(Stored data entries)
▬▬▬▬▬▬▬▬▬▬
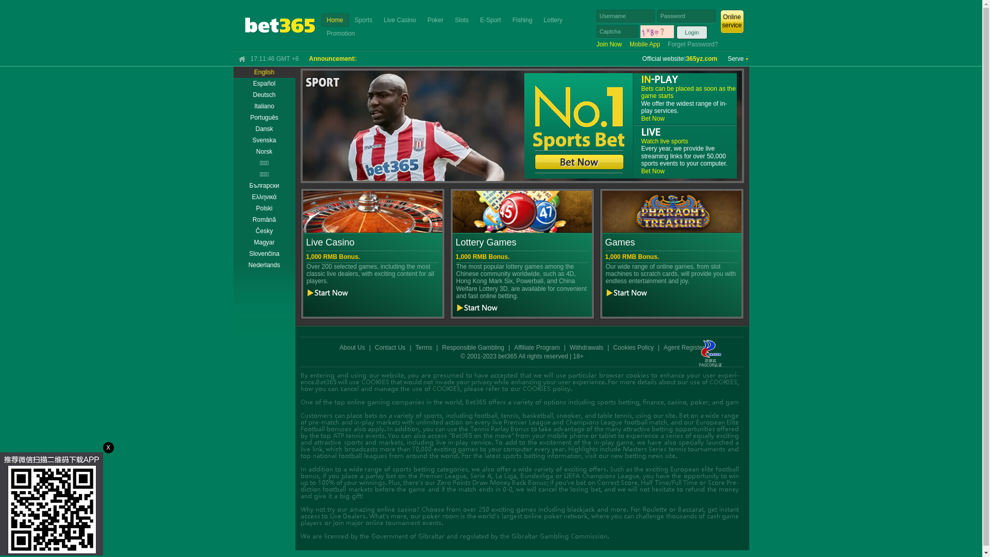 Image resolution: width=990 pixels, height=557 pixels. I want to click on Mobile App, so click(644, 44).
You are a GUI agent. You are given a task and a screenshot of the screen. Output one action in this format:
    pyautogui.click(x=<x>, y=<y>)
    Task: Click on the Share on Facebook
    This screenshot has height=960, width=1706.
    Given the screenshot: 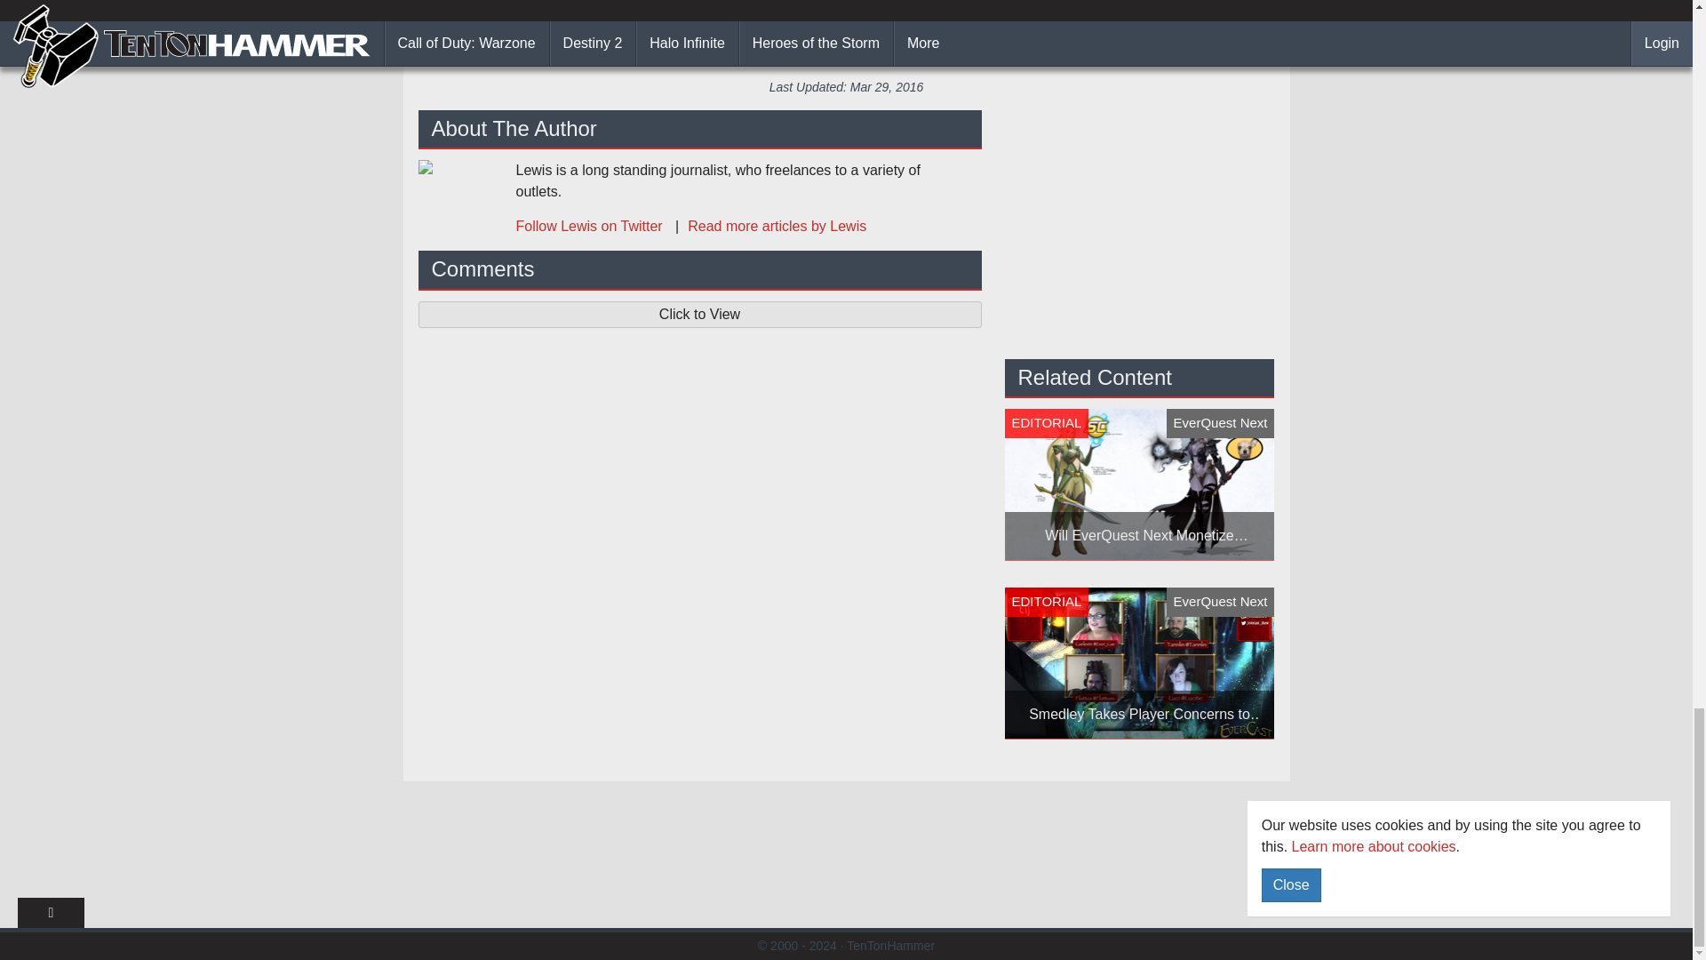 What is the action you would take?
    pyautogui.click(x=638, y=38)
    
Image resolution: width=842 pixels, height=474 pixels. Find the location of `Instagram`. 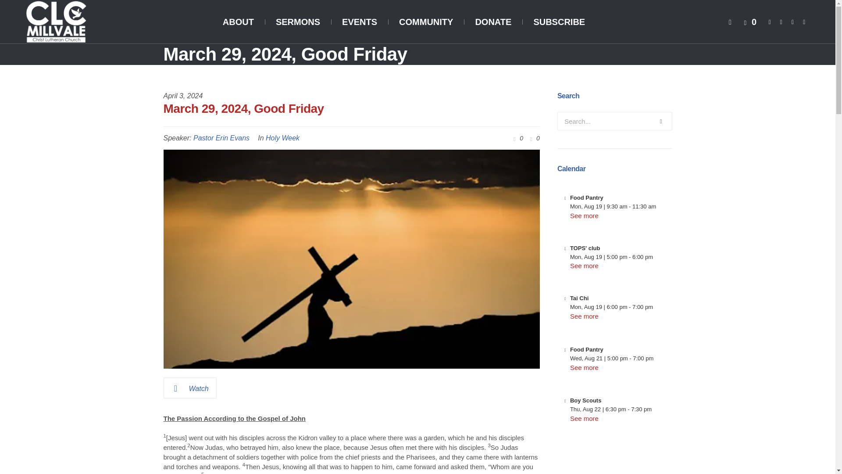

Instagram is located at coordinates (793, 22).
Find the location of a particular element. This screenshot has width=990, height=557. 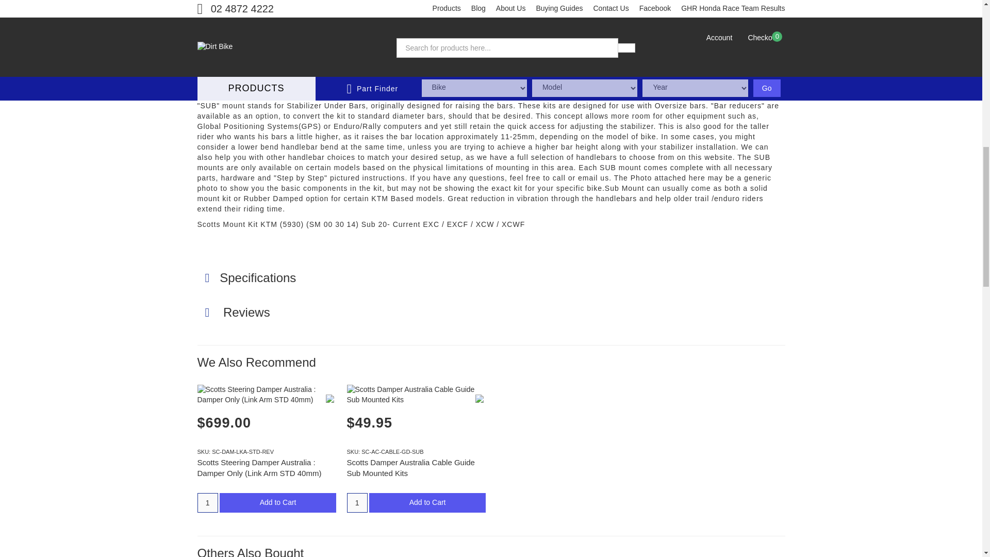

Add to Cart is located at coordinates (278, 502).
▬▬▬▬▬▬▬▬▬▬
All lines between the one that contains "Image resolution: width=842" and the end of the records above, both included, are to be returned exactly as they stand, except for pictures, which are omitted.

> **Result for this exercise**:
Image resolution: width=842 pixels, height=474 pixels. Find the location of `Instagram`. 

Instagram is located at coordinates (793, 22).
Find the location of a particular element. This screenshot has width=990, height=557. 

Add to Cart is located at coordinates (278, 502).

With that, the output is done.